Why We Want—But Can’t Have—Personal Finance in Schools

We've reached consensus: financial education is good for individuals and the economy. Trouble is we are now paralyzed by choice.

  • Share
  • Read Later
Getty Images

The drumbeat for teaching personal finance in schools has been heard. Doing something about it is proving more difficult.

A nearly unanimous 99% of adults now agree that personal finance should be taught in high school, according to a poll last month from Harris Interactive sponsored by Bank of America. Yet just four states require a stand-alone personal finance course in high school and just 13 require money management instruction as part of some other class.

The reasons for this disconnect are varied:

  • Only one in five teachers feels qualified to lead a personal finance class, according to a University of Wisconsin study. So we don’t have enough instructors.
  • Personal finance concepts are not part of standardized tests like the SAT or ACT. As the saying goes in education circles: If it’s not tested, it’s not taught.
  • Education is run at the state level. So there is no federal authority to mandate personal finance classes, and each state has its own ideas on how to go about it.
  • There is little academic agreement as to what kind of personal finance instruction works. Many educators are waiting for clarity before they sign on.

We’re making progress. Teacher training through local government and school efforts, and through private programs like the PwC’s Earn Your Future is becoming more readily available. Nearly every state is participating in the common core initiative, which includes a push for personal finance. Nonprofits including JumpStart Coalition and Council for Economic Education have crafted teaching guidelines that should transcend state borders.

Plenty other nonprofits, financial firms and federal authorities have stepped up with free programs. The federal government sponsors three useful websites at mymoney.gov, moneyasyougrow.org and moneyasyoulearn.org. The Treasury Department, Federal Deposit Insurance Corp. and others offer learning materials.

Most big banks including Wells Fargo and Bank of America through a partnership with Khan Academy offer learning materials as well. So do credit card companies including Visa, which has a global financial education effort and a Practical Money Skills website. Regional banks are in the mix too. Next week, TCF Bank will unveil a free online financial education tool, joining several others.

This barely scratches the surface of what’s out there and points up a new and troubling aspect of the financial literacy movement. For all our good intentions the effort is terribly disjointed, and for the first time the overwhelming amount of information may be undermining our goals.

According to the Bank of America poll, 42% of adults are put off by the sheer amount of information available about financial issues and 28% believe it is difficult to learn about personal finance because amid so many choices they don’t know where to turn. We are suffocating under too much choice, which leads to inaction.

So the broad effort to raise the financial IQ of individuals has reached an inflexion point: Almost everyone buys the notion that this is important. Nine in 10 adults in the survey said it is “essential” for adults to be knowledgeable about their personal finances and that if more were knowledgeable it would benefit the U.S. economy. Yet the uneven effort to spread this knowledge may be getting in the way. That’s the paradox of choice: more is less. It may be time to settle on the best programs, duplicate them, and get rid of everything else.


§ **What needs to be done**:
Would you set down all of the entries below exactly as they stand?

=== Data to examine ===

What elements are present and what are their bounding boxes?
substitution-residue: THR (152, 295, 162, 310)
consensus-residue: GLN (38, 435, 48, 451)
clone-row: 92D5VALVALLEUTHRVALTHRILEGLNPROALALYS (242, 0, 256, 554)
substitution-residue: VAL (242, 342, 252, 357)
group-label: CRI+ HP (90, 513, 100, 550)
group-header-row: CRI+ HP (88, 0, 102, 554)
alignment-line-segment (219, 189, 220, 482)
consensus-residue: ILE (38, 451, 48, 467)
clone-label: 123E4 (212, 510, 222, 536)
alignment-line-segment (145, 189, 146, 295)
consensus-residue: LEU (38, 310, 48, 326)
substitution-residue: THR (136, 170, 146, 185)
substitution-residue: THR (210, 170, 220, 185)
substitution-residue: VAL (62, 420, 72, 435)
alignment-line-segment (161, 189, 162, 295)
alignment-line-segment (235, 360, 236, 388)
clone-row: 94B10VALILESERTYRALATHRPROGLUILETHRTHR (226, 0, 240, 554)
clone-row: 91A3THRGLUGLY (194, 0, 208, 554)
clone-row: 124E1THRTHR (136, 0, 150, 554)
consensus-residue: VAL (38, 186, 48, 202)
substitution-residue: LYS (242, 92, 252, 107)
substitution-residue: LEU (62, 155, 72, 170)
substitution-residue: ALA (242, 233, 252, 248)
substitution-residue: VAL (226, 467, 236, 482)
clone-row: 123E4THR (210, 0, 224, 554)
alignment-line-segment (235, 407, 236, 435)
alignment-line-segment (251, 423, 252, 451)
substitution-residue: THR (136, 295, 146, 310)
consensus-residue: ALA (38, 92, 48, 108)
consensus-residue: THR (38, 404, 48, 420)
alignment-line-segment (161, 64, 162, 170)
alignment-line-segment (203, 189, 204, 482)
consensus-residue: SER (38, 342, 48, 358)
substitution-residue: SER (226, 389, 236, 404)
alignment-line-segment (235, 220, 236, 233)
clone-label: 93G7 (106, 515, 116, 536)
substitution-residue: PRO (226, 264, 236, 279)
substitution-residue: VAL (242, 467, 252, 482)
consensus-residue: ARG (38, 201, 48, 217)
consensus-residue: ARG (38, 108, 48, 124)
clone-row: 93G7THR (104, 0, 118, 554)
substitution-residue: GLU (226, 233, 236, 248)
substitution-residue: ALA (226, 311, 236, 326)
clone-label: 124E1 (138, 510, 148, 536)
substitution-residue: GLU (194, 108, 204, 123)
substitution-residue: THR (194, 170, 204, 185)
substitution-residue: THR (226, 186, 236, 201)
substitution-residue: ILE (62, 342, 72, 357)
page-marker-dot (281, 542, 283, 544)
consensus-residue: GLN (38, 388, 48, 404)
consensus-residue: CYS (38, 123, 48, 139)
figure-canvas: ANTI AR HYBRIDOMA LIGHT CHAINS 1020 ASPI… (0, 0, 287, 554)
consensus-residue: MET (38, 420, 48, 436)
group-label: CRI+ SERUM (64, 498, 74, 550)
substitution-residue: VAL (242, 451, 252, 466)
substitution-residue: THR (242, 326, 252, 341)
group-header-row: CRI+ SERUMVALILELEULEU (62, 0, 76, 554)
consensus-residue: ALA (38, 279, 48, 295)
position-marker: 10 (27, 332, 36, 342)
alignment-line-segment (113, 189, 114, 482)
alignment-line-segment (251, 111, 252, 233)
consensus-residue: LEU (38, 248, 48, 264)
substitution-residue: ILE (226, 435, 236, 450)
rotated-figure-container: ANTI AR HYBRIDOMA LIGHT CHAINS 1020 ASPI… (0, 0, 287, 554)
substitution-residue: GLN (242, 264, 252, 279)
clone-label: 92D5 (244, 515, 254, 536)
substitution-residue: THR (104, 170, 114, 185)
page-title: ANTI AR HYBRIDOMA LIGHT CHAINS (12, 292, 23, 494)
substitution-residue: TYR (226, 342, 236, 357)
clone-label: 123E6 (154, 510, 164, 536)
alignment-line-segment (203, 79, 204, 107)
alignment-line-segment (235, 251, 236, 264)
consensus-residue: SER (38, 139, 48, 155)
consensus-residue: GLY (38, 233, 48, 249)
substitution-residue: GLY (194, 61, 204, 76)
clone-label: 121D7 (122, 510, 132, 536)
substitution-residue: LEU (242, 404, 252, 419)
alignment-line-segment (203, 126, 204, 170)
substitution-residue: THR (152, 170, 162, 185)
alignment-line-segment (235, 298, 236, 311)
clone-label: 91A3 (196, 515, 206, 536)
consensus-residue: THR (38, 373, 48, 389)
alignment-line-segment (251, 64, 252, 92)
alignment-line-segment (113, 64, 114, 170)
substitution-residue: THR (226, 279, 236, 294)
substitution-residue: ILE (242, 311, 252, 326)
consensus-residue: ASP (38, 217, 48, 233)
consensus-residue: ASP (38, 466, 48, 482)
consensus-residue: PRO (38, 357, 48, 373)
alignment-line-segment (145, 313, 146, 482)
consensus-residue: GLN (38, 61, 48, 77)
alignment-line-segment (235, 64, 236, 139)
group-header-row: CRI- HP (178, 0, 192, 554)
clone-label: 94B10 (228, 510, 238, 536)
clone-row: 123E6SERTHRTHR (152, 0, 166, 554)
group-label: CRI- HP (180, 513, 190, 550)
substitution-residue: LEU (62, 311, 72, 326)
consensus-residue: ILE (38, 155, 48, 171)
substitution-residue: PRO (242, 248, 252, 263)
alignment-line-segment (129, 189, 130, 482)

===

§ **Answer area**:
What elements are present and what are their bounding boxes?
substitution-residue: THR (152, 295, 162, 310)
consensus-residue: GLN (38, 435, 48, 451)
clone-row: 92D5VALVALLEUTHRVALTHRILEGLNPROALALYS (242, 0, 256, 554)
substitution-residue: VAL (242, 342, 252, 357)
group-label: CRI+ HP (90, 513, 100, 550)
group-header-row: CRI+ HP (88, 0, 102, 554)
alignment-line-segment (219, 189, 220, 482)
consensus-residue: ILE (38, 451, 48, 467)
clone-label: 123E4 (212, 510, 222, 536)
alignment-line-segment (145, 189, 146, 295)
consensus-residue: LEU (38, 310, 48, 326)
substitution-residue: THR (136, 170, 146, 185)
substitution-residue: THR (210, 170, 220, 185)
substitution-residue: VAL (62, 420, 72, 435)
alignment-line-segment (161, 189, 162, 295)
alignment-line-segment (235, 360, 236, 388)
clone-row: 94B10VALILESERTYRALATHRPROGLUILETHRTHR (226, 0, 240, 554)
clone-row: 91A3THRGLUGLY (194, 0, 208, 554)
clone-row: 124E1THRTHR (136, 0, 150, 554)
consensus-residue: VAL (38, 186, 48, 202)
substitution-residue: LYS (242, 92, 252, 107)
substitution-residue: LEU (62, 155, 72, 170)
substitution-residue: ALA (242, 233, 252, 248)
substitution-residue: VAL (226, 467, 236, 482)
clone-row: 123E4THR (210, 0, 224, 554)
alignment-line-segment (235, 407, 236, 435)
alignment-line-segment (251, 423, 252, 451)
substitution-residue: THR (136, 295, 146, 310)
consensus-residue: ALA (38, 92, 48, 108)
consensus-residue: THR (38, 404, 48, 420)
alignment-line-segment (161, 64, 162, 170)
alignment-line-segment (203, 189, 204, 482)
consensus-residue: SER (38, 342, 48, 358)
substitution-residue: SER (226, 389, 236, 404)
alignment-line-segment (235, 220, 236, 233)
clone-label: 93G7 (106, 515, 116, 536)
substitution-residue: PRO (226, 264, 236, 279)
substitution-residue: VAL (242, 467, 252, 482)
consensus-residue: ARG (38, 201, 48, 217)
consensus-residue: ARG (38, 108, 48, 124)
clone-row: 93G7THR (104, 0, 118, 554)
substitution-residue: GLU (226, 233, 236, 248)
substitution-residue: ALA (226, 311, 236, 326)
clone-label: 124E1 (138, 510, 148, 536)
substitution-residue: GLU (194, 108, 204, 123)
substitution-residue: THR (194, 170, 204, 185)
substitution-residue: THR (226, 186, 236, 201)
substitution-residue: ILE (62, 342, 72, 357)
page-marker-dot (281, 542, 283, 544)
consensus-residue: GLN (38, 388, 48, 404)
consensus-residue: CYS (38, 123, 48, 139)
figure-canvas: ANTI AR HYBRIDOMA LIGHT CHAINS 1020 ASPI… (0, 0, 287, 554)
consensus-residue: MET (38, 420, 48, 436)
group-label: CRI+ SERUM (64, 498, 74, 550)
substitution-residue: VAL (242, 451, 252, 466)
substitution-residue: THR (242, 326, 252, 341)
group-header-row: CRI+ SERUMVALILELEULEU (62, 0, 76, 554)
consensus-residue: ALA (38, 279, 48, 295)
position-marker: 10 (27, 332, 36, 342)
alignment-line-segment (113, 189, 114, 482)
alignment-line-segment (251, 111, 252, 233)
consensus-residue: LEU (38, 248, 48, 264)
substitution-residue: ILE (226, 435, 236, 450)
rotated-figure-container: ANTI AR HYBRIDOMA LIGHT CHAINS 1020 ASPI… (0, 0, 287, 554)
substitution-residue: GLN (242, 264, 252, 279)
clone-label: 92D5 (244, 515, 254, 536)
substitution-residue: THR (104, 170, 114, 185)
page-title: ANTI AR HYBRIDOMA LIGHT CHAINS (12, 292, 23, 494)
substitution-residue: TYR (226, 342, 236, 357)
clone-label: 123E6 (154, 510, 164, 536)
alignment-line-segment (203, 79, 204, 107)
alignment-line-segment (235, 251, 236, 264)
consensus-residue: SER (38, 139, 48, 155)
consensus-residue: GLY (38, 233, 48, 249)
substitution-residue: GLY (194, 61, 204, 76)
clone-label: 121D7 (122, 510, 132, 536)
substitution-residue: LEU (242, 404, 252, 419)
alignment-line-segment (203, 126, 204, 170)
substitution-residue: THR (152, 170, 162, 185)
alignment-line-segment (235, 298, 236, 311)
clone-label: 91A3 (196, 515, 206, 536)
consensus-residue: THR (38, 373, 48, 389)
alignment-line-segment (251, 64, 252, 92)
alignment-line-segment (113, 64, 114, 170)
substitution-residue: THR (226, 279, 236, 294)
substitution-residue: ILE (242, 311, 252, 326)
consensus-residue: ASP (38, 217, 48, 233)
consensus-residue: ASP (38, 466, 48, 482)
consensus-residue: PRO (38, 357, 48, 373)
alignment-line-segment (145, 313, 146, 482)
consensus-residue: GLN (38, 61, 48, 77)
alignment-line-segment (235, 64, 236, 139)
group-header-row: CRI- HP (178, 0, 192, 554)
clone-label: 94B10 (228, 510, 238, 536)
clone-row: 123E6SERTHRTHR (152, 0, 166, 554)
group-label: CRI- HP (180, 513, 190, 550)
substitution-residue: LEU (62, 311, 72, 326)
consensus-residue: ILE (38, 155, 48, 171)
substitution-residue: PRO (242, 248, 252, 263)
alignment-line-segment (129, 189, 130, 482)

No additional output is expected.